Health News of Wednesday, 27 May 2015

Source: GNA

FDA warns public of food adulteration

The Food and Drugs Authority (FDA) has cautioned against the mixing of food with adulterants, describing it as injurious to human health.

It said food adulteration was on the increase and very common on the Ghanaian urban markets with perpetrators plying on the ignorance of innocent buyers.

He, therefore, urged consumers to report any unusual changes in their food to the FDA.

Mr Edward Archer, a Principal Regulator of the Food Safety Management Unit of the FDA, gave the caution at a Food Safety Advocacy Campaign for Traditional Caterers Association members in Greater Accra.

Mr Acher defined food adulteration is an act of adding or mixing something inferior, harmful, useless and unnecessary to food.

It is intended to reduce manufacturing cost, increase bulk or weight, to make it appear better and conceal inferiority.

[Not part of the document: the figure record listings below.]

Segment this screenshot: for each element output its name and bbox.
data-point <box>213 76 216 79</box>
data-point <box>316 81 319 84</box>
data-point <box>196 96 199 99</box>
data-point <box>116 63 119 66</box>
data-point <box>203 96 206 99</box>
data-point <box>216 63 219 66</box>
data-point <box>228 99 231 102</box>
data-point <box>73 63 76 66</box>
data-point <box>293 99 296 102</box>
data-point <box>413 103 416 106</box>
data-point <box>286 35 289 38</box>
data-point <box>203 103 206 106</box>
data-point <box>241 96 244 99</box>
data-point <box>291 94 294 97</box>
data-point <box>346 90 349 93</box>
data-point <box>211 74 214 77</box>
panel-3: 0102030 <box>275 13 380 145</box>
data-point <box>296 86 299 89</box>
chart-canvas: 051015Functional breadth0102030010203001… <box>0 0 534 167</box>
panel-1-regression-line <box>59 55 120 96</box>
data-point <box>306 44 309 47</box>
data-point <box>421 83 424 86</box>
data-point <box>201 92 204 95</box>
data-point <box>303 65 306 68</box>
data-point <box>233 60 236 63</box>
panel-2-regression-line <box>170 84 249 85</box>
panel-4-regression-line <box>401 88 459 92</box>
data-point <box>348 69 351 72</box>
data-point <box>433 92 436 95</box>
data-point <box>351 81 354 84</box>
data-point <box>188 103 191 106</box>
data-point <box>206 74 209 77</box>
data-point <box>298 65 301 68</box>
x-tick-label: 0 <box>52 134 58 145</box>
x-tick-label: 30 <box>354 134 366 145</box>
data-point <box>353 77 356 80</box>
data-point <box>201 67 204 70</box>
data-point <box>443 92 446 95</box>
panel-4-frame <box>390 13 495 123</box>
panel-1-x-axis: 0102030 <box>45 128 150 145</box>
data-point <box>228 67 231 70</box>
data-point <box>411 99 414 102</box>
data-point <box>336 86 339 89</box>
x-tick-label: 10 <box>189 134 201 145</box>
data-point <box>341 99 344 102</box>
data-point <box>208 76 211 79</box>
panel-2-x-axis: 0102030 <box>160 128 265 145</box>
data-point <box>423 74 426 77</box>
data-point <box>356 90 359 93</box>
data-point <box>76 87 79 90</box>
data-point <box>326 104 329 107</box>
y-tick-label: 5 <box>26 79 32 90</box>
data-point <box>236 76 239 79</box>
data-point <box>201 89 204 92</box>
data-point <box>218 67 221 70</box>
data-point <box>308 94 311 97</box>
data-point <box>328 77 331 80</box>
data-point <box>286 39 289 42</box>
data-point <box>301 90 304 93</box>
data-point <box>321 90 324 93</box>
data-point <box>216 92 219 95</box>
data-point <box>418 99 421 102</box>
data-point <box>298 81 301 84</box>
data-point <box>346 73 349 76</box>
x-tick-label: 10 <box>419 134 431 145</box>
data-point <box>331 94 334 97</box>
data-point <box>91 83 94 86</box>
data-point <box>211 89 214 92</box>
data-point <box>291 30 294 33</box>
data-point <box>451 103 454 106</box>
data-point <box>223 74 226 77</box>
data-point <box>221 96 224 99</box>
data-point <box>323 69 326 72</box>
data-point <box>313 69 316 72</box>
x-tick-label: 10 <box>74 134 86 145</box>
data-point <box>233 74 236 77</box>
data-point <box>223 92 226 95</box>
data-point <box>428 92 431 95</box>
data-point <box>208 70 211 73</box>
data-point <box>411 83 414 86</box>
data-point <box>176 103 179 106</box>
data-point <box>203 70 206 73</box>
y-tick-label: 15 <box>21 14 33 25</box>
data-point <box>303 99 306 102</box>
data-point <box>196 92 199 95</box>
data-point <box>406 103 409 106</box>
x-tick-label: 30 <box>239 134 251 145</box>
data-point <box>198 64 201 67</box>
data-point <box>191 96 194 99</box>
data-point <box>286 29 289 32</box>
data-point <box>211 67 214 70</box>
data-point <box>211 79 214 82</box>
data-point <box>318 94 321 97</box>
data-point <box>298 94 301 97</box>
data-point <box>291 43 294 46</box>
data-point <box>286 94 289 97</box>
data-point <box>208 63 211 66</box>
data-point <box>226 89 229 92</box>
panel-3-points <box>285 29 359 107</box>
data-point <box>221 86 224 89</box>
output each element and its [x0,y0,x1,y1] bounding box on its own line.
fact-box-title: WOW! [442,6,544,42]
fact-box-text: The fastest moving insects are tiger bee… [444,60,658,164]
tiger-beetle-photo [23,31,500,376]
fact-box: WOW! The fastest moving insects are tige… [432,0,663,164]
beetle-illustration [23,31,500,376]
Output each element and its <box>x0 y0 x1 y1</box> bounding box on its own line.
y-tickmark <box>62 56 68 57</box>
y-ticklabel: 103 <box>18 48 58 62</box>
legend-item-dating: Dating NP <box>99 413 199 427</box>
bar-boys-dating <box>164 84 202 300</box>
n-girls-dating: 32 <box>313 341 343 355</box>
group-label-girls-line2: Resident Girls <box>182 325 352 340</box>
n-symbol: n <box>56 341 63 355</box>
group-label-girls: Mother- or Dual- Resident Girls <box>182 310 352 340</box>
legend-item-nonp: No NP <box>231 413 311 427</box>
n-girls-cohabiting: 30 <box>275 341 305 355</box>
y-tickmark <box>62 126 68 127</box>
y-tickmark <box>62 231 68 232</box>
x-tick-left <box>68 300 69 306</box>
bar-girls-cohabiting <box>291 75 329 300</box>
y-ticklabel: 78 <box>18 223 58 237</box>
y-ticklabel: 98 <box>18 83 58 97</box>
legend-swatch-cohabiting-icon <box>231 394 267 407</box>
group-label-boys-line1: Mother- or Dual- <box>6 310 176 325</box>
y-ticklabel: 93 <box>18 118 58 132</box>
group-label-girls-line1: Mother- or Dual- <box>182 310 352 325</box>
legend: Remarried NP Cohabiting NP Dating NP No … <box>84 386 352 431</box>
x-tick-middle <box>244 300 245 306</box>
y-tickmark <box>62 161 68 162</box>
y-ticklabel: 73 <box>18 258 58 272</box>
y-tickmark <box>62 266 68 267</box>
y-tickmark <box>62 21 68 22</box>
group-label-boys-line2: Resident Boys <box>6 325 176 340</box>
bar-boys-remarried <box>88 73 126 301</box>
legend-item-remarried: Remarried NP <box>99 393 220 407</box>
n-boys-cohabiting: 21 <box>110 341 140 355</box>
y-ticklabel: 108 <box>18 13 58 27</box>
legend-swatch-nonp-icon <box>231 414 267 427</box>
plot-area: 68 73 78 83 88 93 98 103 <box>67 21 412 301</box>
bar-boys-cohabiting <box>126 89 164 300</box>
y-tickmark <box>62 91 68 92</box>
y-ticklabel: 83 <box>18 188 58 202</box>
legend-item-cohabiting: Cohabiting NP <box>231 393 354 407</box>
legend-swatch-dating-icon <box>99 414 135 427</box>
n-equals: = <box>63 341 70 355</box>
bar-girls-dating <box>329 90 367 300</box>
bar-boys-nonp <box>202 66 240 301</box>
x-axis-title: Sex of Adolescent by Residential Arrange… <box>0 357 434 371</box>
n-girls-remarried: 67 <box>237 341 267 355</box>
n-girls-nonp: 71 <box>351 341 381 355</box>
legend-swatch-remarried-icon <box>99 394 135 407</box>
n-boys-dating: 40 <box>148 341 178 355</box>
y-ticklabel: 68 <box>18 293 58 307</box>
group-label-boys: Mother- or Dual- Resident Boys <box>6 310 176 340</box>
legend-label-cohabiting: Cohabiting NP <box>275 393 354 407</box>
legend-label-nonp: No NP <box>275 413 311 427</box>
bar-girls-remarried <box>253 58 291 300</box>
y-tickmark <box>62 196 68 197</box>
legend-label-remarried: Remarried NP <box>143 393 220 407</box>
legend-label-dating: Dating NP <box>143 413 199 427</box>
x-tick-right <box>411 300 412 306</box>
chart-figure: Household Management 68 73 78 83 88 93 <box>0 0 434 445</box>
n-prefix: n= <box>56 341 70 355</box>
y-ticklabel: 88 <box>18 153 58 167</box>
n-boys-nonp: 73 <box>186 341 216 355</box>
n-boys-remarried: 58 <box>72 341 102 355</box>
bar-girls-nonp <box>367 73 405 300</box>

The seminar was organized with the Queen Mothers’ Foundation of Ghana to raise the awareness of caterers on the dangers associated with food adulteration and the need to be on the lookout and help in the campaign against it.

Mr Acher pointed out that even colours used in making tie and dyes designs, and miscellaneous compounds were mixed with some foods to impart certain properties and to disguise deteriorated or spoiled foods to give an idea of freshness.

He said cassava flour, roasted maize meal, maize flour, dried and grinded pear seed, cooking oil, water and fresh cassava chips were also added to groundnut paste to increase its weight.

Maize flour, milled fresh groundnuts, gari and wheat flour, he said, were also added to grinded agushie to increase its weight.

“This act is very common, thus posing so much danger to consumers’ health,” he complained.

For fat and oils like palm oil, dzomi, coconut oil, groundnut oil and soyabean oil; palm kernel oils, he said, Sudan Dyes, were added to give it the red colour, which he said, was the demand of consumers.

He explained that cola nuts and Sudan dyes used in pepper, groundnut paste and palm oil could increase anxiety and nervousness at high doses, decrease nutritive value of products and could even cause cancer.

Mr Acher urged the caterers and the public to report any unusual change in the food items they buy from the market to FDA for the necessary actions to be taken.

Ms Maria Lovelace-Johnson, the Head of the Food Safety Management Unit of the FDA, took participants through the five keys to keep their food safe.

The five keys, she explained, were keeping themselves clean, separating raw food from cooked food, cooking and reheating their food well to avoid contamination, keeping food at safe temperatures and always using wholesome raw materials and buying from clean places.

She noted that if these steps were not taken, it could lead to food poisoning and reiterated the the Food and Drugs Law prohibited the sale of unwholesome, poisonous or adulterated for foods.

Members of the Foundation said they were ready to prevent food-borne illness, hence, the initiative to collaborate with FDA to educate women.